['War Art' was a regular featured in Stand To! the journal of The Western Front Association between 1993 and 2016. This is No.5 and appeared in Stand To! No.43 April 1985. 69 such reviews were written either by David Cohen, or by David Cohen with his wife Judith Cohen. Members receive Stand To! three times a year and have access to the full digitised archive as part of their membership].

The Artist, Muirhead Bone

A British advance has just begun, and the surgeons of a Divisional Collecting Station near the Somme are awaiting the arrival of the first laden stretcher-bearers. In a few minutes, the three officers will be at work, perhaps for 24 hours on end. At one Casualty Clearing Station a distinguished surgeon performed, without resting, nineteen difficult operations, each lasting more than an hour, in cases of severe abdominal wounds, where delay would have meant the loss of life. In almost every case, the man was saved. Another surgeon operated for 36 hours without relief. Such devotion is not exceptional in the Royal Army Medical Corps. 

The war artist Lieutenant Muirhead Bone crossing a muddy road, Maricourt, September 1916.

Muirhead Bone was a draughtsman, etcher and painter. He studied and qualified as an architect, achieving a reputation for his etchings of buildings under construction or demolition. He was the first official British war artist and he worked on the Western Front and in Great Britain from 1916-1918.
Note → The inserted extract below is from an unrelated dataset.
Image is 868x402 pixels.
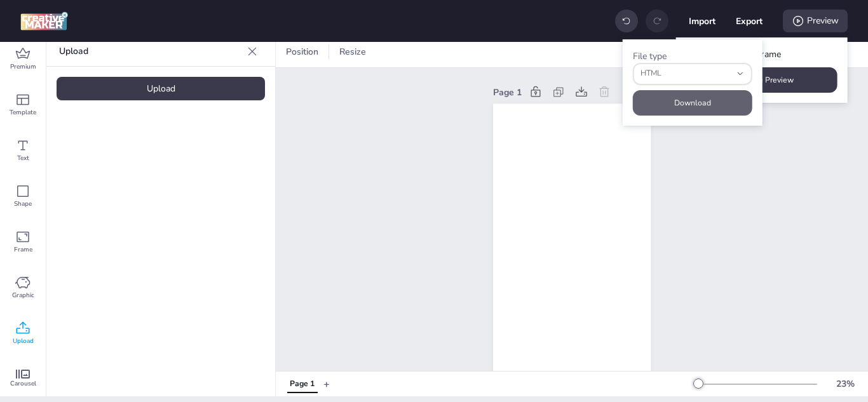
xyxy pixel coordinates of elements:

Campbell Dodgson, Keeper of Prints and Drawings at the British Museum, and wartime adviser to the British Ministry of Information's art scheme recommended sending Bone, whose forte was ruins, to record the devastation in France and Belgium. Bone also depicted the munition factories. However, Bone considered his best war drawings to be of shipbuilding, done in the Clyde shipyards. 

‘Western Front’ : 10 parts in 2 Volumes. First American Edition 1917 with an introduction by Field Marshal Sir Douglas Haig

Muirhead Bone donated money derived from the sale of his wartime lithographs to the Imperial War Museum for the purchase of works by other artists, such as Wyndham Lewis, William Roberts and Henry Tonks. He was a member of the IWM’s Board of Trustees from 1920-51, and was a member of the War Artists' Advisory Committee and a war artist to the Admiralty between 1939 and 1946. Muirhead Bone's drawings were reproduced in ‘Western Front’, a monthly publication by Country Life Ltd and published in book form in America.